Well, the researchers were surprised to find that it was the clean-shaven staff, and not the beardies, who were more likely to be carrying something unpleasant on their faces.
The beardless group were more than three times as likely to be harbouring a species known as methicillin-resistant staph aureus on their freshly shaven cheeks. MRSA is a particularly common and troublesome source of hospital-acquired infections because it is resistant to so many of our current antibiotics.
So what's going on? The researchers suggested that shaving might cause micro-abrasions in the skin "which may support bacterial colonisation and proliferation".
Perhaps. But there was another more plausible explanation staring them in the face. That beards fight infection.

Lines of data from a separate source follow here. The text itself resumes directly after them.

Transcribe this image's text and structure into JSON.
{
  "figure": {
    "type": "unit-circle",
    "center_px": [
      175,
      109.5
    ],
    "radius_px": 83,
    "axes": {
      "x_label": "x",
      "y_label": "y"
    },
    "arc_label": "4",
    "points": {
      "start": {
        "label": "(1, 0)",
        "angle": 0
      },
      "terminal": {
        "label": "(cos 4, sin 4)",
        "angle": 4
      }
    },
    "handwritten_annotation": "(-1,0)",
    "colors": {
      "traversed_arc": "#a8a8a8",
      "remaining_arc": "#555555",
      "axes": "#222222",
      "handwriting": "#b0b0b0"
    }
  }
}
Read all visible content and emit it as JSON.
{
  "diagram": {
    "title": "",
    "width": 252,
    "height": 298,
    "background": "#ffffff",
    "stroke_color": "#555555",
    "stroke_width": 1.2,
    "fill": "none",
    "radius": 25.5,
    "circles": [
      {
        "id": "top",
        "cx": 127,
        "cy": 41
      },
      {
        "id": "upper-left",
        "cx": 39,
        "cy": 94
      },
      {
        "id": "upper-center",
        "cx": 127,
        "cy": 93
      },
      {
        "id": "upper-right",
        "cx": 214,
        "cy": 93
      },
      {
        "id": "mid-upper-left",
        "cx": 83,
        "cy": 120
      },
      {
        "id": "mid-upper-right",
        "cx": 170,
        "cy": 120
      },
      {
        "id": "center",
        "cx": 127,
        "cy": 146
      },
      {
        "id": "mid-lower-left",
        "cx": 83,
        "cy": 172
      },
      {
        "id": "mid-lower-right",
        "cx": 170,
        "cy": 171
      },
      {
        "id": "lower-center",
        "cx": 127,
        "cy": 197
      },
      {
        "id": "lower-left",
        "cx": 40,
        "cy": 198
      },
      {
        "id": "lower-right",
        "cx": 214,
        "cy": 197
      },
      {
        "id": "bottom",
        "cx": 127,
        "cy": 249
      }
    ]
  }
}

Unlikely? Well, driven by curiosity we recently swabbed the beards of a random assortment of men and sent them off to Dr Adam Roberts, a microbiologist based at University College London, to see what, if anything, he could grow.

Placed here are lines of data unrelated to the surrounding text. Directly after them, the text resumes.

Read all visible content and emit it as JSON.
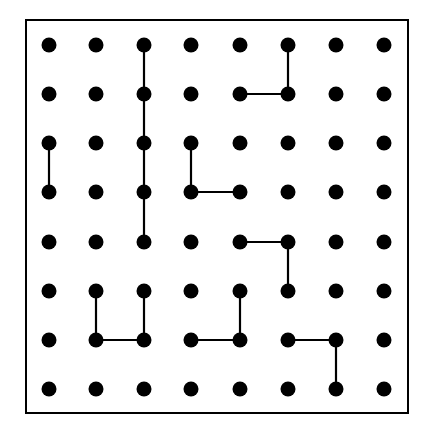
{
  "puzzle": {
    "type": "dot-grid",
    "columns": 8,
    "rows": 8,
    "colors": {
      "background": "#ffffff",
      "dot": "#000000",
      "line": "#000000",
      "border": "#000000"
    },
    "geometry": {
      "border": {
        "x": 26,
        "y": 20,
        "width": 382,
        "height": 393
      },
      "col_x": [
        49,
        96,
        144,
        191,
        240,
        288,
        336,
        384
      ],
      "row_y": [
        45,
        94,
        143,
        192,
        242,
        291,
        340,
        389
      ],
      "dot_radius": 7.5,
      "line_width": 2.2,
      "border_width": 2
    },
    "segments": [
      {
        "from": [
          2,
          0
        ],
        "to": [
          2,
          1
        ]
      },
      {
        "from": [
          2,
          1
        ],
        "to": [
          2,
          2
        ]
      },
      {
        "from": [
          2,
          2
        ],
        "to": [
          2,
          3
        ]
      },
      {
        "from": [
          2,
          3
        ],
        "to": [
          2,
          4
        ]
      },
      {
        "from": [
          5,
          0
        ],
        "to": [
          5,
          1
        ]
      },
      {
        "from": [
          4,
          1
        ],
        "to": [
          5,
          1
        ]
      },
      {
        "from": [
          0,
          2
        ],
        "to": [
          0,
          3
        ]
      },
      {
        "from": [
          3,
          2
        ],
        "to": [
          3,
          3
        ]
      },
      {
        "from": [
          3,
          3
        ],
        "to": [
          4,
          3
        ]
      },
      {
        "from": [
          4,
          4
        ],
        "to": [
          5,
          4
        ]
      },
      {
        "from": [
          5,
          4
        ],
        "to": [
          5,
          5
        ]
      },
      {
        "from": [
          1,
          5
        ],
        "to": [
          1,
          6
        ]
      },
      {
        "from": [
          1,
          6
        ],
        "to": [
          2,
          6
        ]
      },
      {
        "from": [
          2,
          5
        ],
        "to": [
          2,
          6
        ]
      },
      {
        "from": [
          4,
          5
        ],
        "to": [
          4,
          6
        ]
      },
      {
        "from": [
          3,
          6
        ],
        "to": [
          4,
          6
        ]
      },
      {
        "from": [
          5,
          6
        ],
        "to": [
          6,
          6
        ]
      },
      {
        "from": [
          6,
          6
        ],
        "to": [
          6,
          7
        ]
      }
    ],
    "shapes": [
      {
        "name": "vertical-line-col3",
        "points": [
          [
            2,
            0
          ],
          [
            2,
            1
          ],
          [
            2,
            2
          ],
          [
            2,
            3
          ],
          [
            2,
            4
          ]
        ]
      },
      {
        "name": "l-shape-top-right",
        "points": [
          [
            5,
            0
          ],
          [
            5,
            1
          ],
          [
            4,
            1
          ]
        ]
      },
      {
        "name": "short-vertical-left",
        "points": [
          [
            0,
            2
          ],
          [
            0,
            3
          ]
        ]
      },
      {
        "name": "l-shape-middle",
        "points": [
          [
            3,
            2
          ],
          [
            3,
            3
          ],
          [
            4,
            3
          ]
        ]
      },
      {
        "name": "l-shape-right-middle",
        "points": [
          [
            4,
            4
          ],
          [
            5,
            4
          ],
          [
            5,
            5
          ]
        ]
      },
      {
        "name": "u-shape-bottom-left",
        "points": [
          [
            1,
            5
          ],
          [
            1,
            6
          ],
          [
            2,
            6
          ],
          [
            2,
            5
          ]
        ]
      },
      {
        "name": "l-shape-bottom-middle",
        "points": [
          [
            4,
            5
          ],
          [
            4,
            6
          ],
          [
            3,
            6
          ]
        ]
      },
      {
        "name": "l-shape-bottom-right",
        "points": [
          [
            5,
            6
          ],
          [
            6,
            6
          ],
          [
            6,
            7
          ]
        ]
      }
    ]
  }
}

Adam managed to grow over 100 different bacteria from our beards, including one that is more commonly found in the small intestine. But, as he quickly explains, that doesn't mean it came from faeces. Such findings are normal and nothing to worry about.
A brief history of beards
Alexander the Great reportedly banned his soldiers from growing beards, for fear that enemies would hold on to them in battle as they killed them
Hadrian (76-138AD) was apparently the first Roman emperor to grow a beard
At 17ft 6in long, Hans Langseth's beard may have been the longest ever - after his death it was donated to the Smithsonian, external in Washington DC
Beards were compulsory in Afghanistan under the Taliban - they were banned by Albania's communist leader Enver Hoxha (1908-1985), and more recently for a while in Turkmenistan
Far more interesting, in a few of the petri dishes he noticed that something was clearly killing the other bacteria. The most obvious suspect was a fellow microbe.
We see microbes as our enemy, but they clearly don't see us that way. Down at their level bacteria and fungi spend their time competing with each other. They fight for food, resources and space. By doing so, over millennia, they have evolved some of the most sophisticated weapons known to microbe-kind - antibiotics.

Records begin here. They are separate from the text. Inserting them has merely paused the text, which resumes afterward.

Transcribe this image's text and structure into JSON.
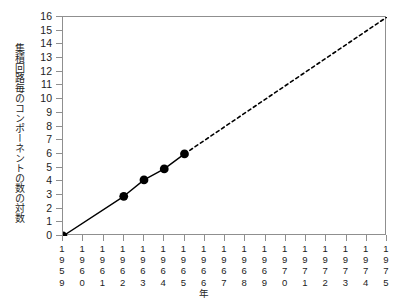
{
  "chart_data": {
    "type": "line",
    "title": "",
    "subtitle": "",
    "xlabel": "年",
    "ylabel": "集積回路毎のコンポーネントの数の対数",
    "xlim": [
      1959,
      1975
    ],
    "ylim": [
      0,
      16
    ],
    "grid": false,
    "legend": "none",
    "x_tick_labels": [
      "1959",
      "1960",
      "1961",
      "1962",
      "1963",
      "1964",
      "1965",
      "1966",
      "1967",
      "1968",
      "1969",
      "1970",
      "1971",
      "1972",
      "1973",
      "1974",
      "1975"
    ],
    "y_tick_labels": [
      "0",
      "1",
      "2",
      "3",
      "4",
      "5",
      "6",
      "7",
      "8",
      "9",
      "10",
      "11",
      "12",
      "13",
      "14",
      "15",
      "16"
    ],
    "series": [
      {
        "name": "観測値",
        "style": "solid-with-markers",
        "color": "#000000",
        "x": [
          1959,
          1962,
          1963,
          1964,
          1965
        ],
        "values": [
          0,
          2.9,
          4.1,
          4.9,
          6.0
        ]
      },
      {
        "name": "外挿",
        "style": "dashed",
        "color": "#000000",
        "x": [
          1965,
          1975
        ],
        "values": [
          6.0,
          16
        ]
      }
    ]
  },
  "axes": {
    "y_title": "集積回路毎のコンポーネントの数の対数",
    "x_unit_label": "年"
  },
  "colors": {
    "axis": "#8f8f8f",
    "line": "#000000",
    "marker": "#000000",
    "text": "#1c1c1c",
    "background": "#ffffff"
  }
}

Penicillin was originally extracted from Penicillium notatum, a species of fungus. The microbe-killing properties of this fungus were discovered by Alexander Fleming when he noticed that a fungus spore, which had accidently blown into his lab from researchers further down the corridor, had killed some bacteria he was growing on a petri dish.
So could our mysterious microbes be doing something similar? Killing fellow bacteria by producing some sort of toxin?
"Yes," says Adam extremely cautiously. "Possibly."
Adam indentified the silent assassins as part of a species called Staphylococcus epidermidis. When he tested them against a particularly drug-resistant form of Eschercichia coli (E. coli), the sort that cause urinary tract infections, they killed with abandon.
Purifying and properly testing a novel antibiotic is so expensive and has such a high failure rate that it is extremely unlikely doctors will be prescribing Beardicillin any time soon, but Adam is deadly serious about looking for replacements for our current stock of antibiotics.
As he pointed out, antibiotic-resistant infections kill at least 700,000 people a year, projected to rise to 10 million by 2050. There have been no new antibiotics released in the past 30 years.
As well as our beardy findings, Adam's team have recently isolated, from microbes sent in by the general public, anti-adhesion molecules which stop bacteria binding to other surfaces. They think there may be potential for adding this to toothpaste and mouthwash, as it could stop acid-producing bacteria from binding to enamel.
Surprising, isn't it, what you can find in a beard?